Man Page Project Can Now Use Official POSIX Docs
Martin_Sturm writes "The IEEE consortium announces in a recent press release that it granted permission to the Linux Man Page Project to incorporate material from the official documentation on the POSIX standard. Obviously this is very good news for the Man Page project which now has access to a huge amount of good documentation. Until recently the project could not use this documentation due to copyright restricions."
Try reading info pages with "pinfo" instead of "info" - you'll like info pages much more when you've got a decent viewer =)
Umm, both my slackware and gentoo boxes have a full man page for cp. Apparently they're from the fileutils package.
I'd suggest everyone load up the funny-manpages and asr-manpages if you're bored.
man lart
I really don't know, this is not a troll, I didn't even know that there were POSIX man pages.
There are no POSIX man pages. But previously they weren't allowed to even quote the POSIX standard in their manpages. They had to rewrite it all and hope they didn't introduce any inaccuracies in their rewriting.
Now they can just quote the standard itself where they want to.
This is mostly important for programming documentation (e.g. "man 3 strerror")
Many standards organisations survive to a large extent on income generated by selling copies of the standards documents. It's only in recent years started becoming common for standards documents to be available free. Still, even now most ANSI and ISO standards for instance still costs money.
How would the 650 page GCC manual look as a man page?
Like it was done by someone who didn't understand the Unix documentation scheme.
The man pages were never the entire body of Unix documentation, just the first volume. The second volume consisted of longer, more tutorial or in depth documents for the programs that needed it. (Like some compilers, or awk, or [t]roff, etc.)
Way back in prehistory I worked with a port of Version 7 Unix (UTS) that came with a complete set of printed manuals -- the man pages were only half the documentation.
That said, info is lame, and commands that have no man page because they have info doubly so.
-- Alastair
The format is not info but texinfo, which produces output in many forms: TeX (for typeset documents), HTML, as well as info; furthermore, the man pages for many GNU programs are now produced by automatic conversion from the info source.
Texinfo beats roff format for man pages because it supports structure and hyperlinks. XML (or SGML) formats are even better, but "man format" sucks. And I've written a lot of "man pages" in my career.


Instructions to follow ▸
Find the line containing "What are the" in the entries; transcribe it and all remaining lines through the end, exactly as they appear, but not the pictures.

*** Data supplied Section Begins ***

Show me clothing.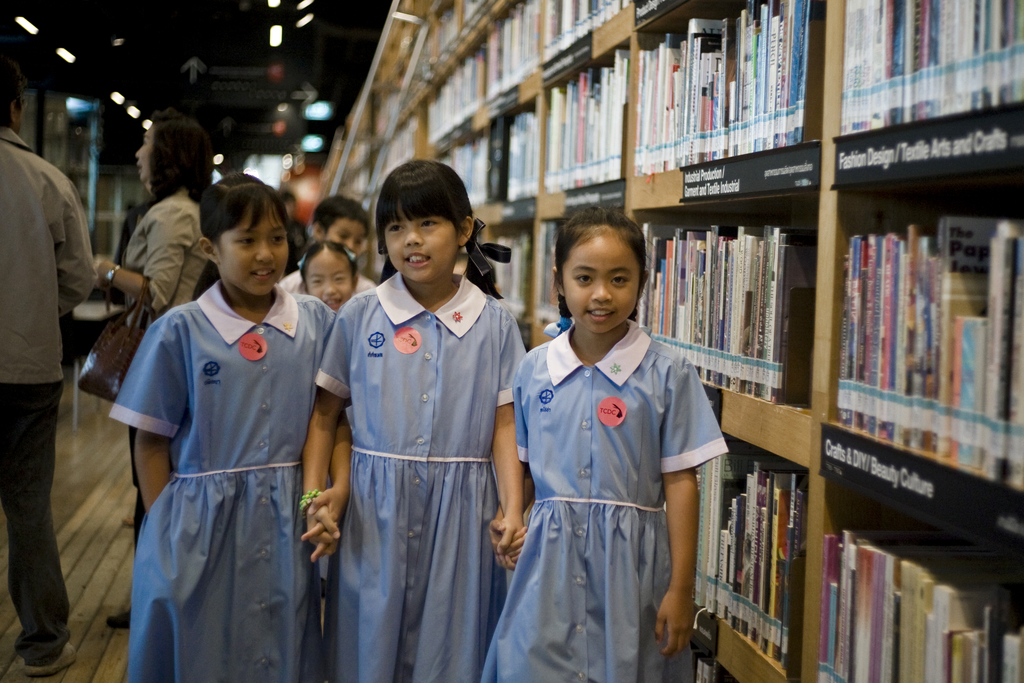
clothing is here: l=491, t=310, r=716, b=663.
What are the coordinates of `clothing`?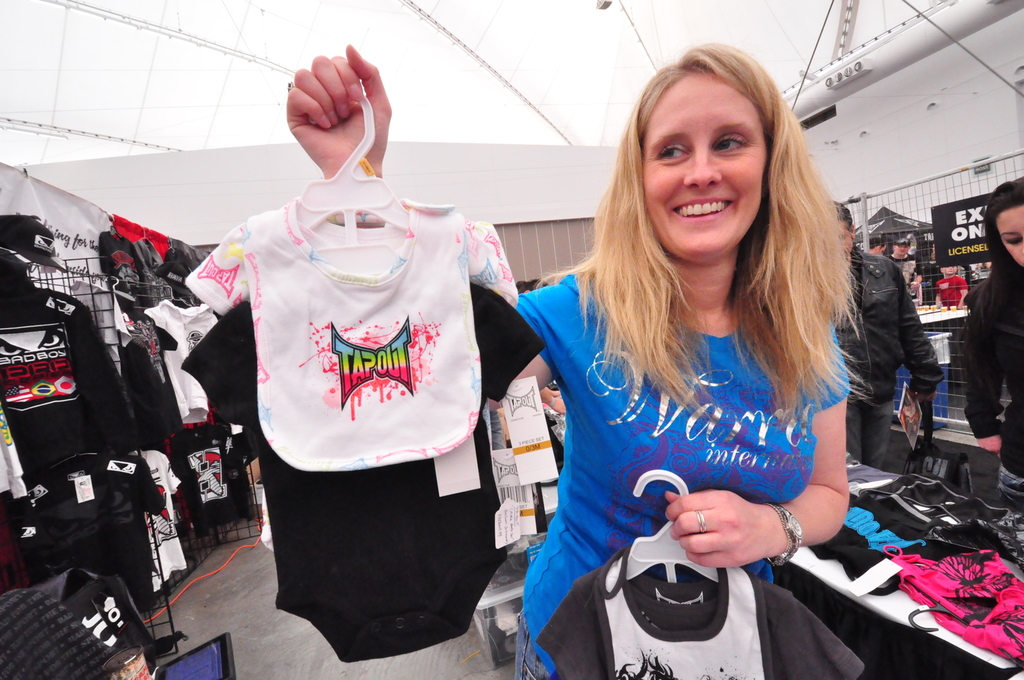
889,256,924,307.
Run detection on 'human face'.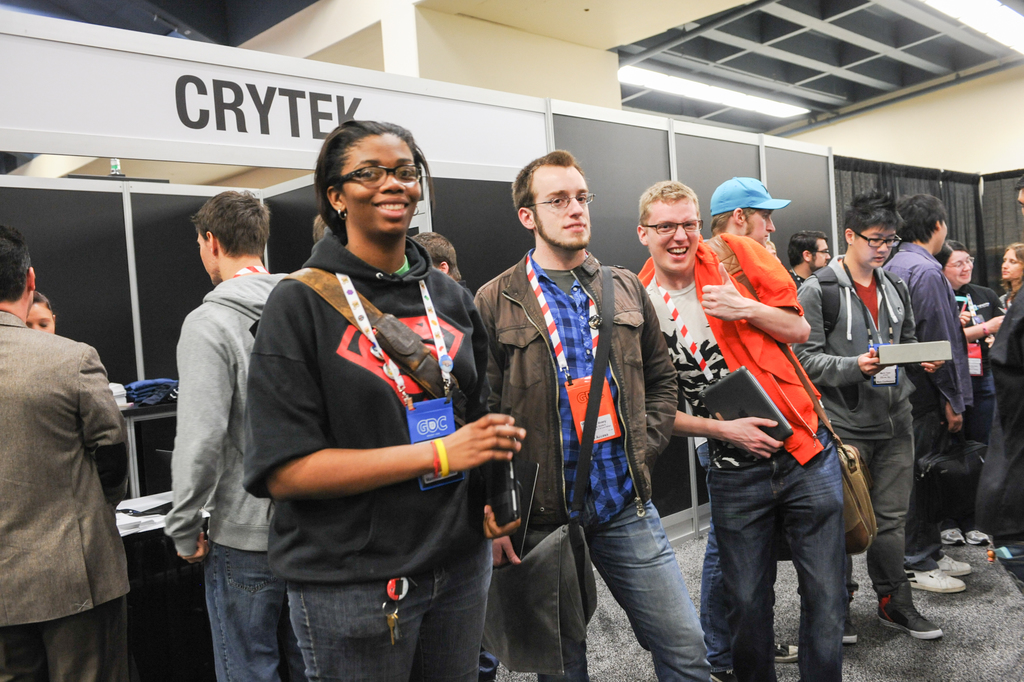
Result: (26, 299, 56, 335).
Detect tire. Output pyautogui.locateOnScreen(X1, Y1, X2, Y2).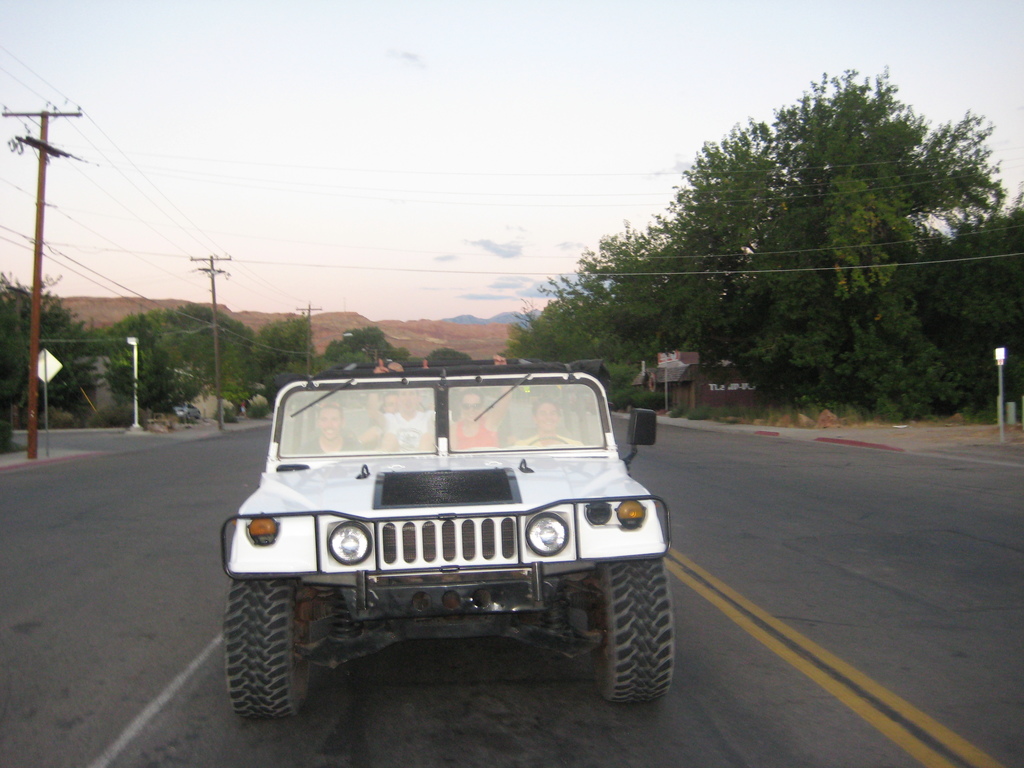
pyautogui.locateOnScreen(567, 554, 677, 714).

*** Data supplied Section Ends ***

Exercise result ▸
What are the coordinates of `clothing`?
889,256,924,307.
Run detection on 'human face'.
Result: (26, 299, 56, 335).
Detect tire. Output pyautogui.locateOnScreen(X1, Y1, X2, Y2).
pyautogui.locateOnScreen(567, 554, 677, 714).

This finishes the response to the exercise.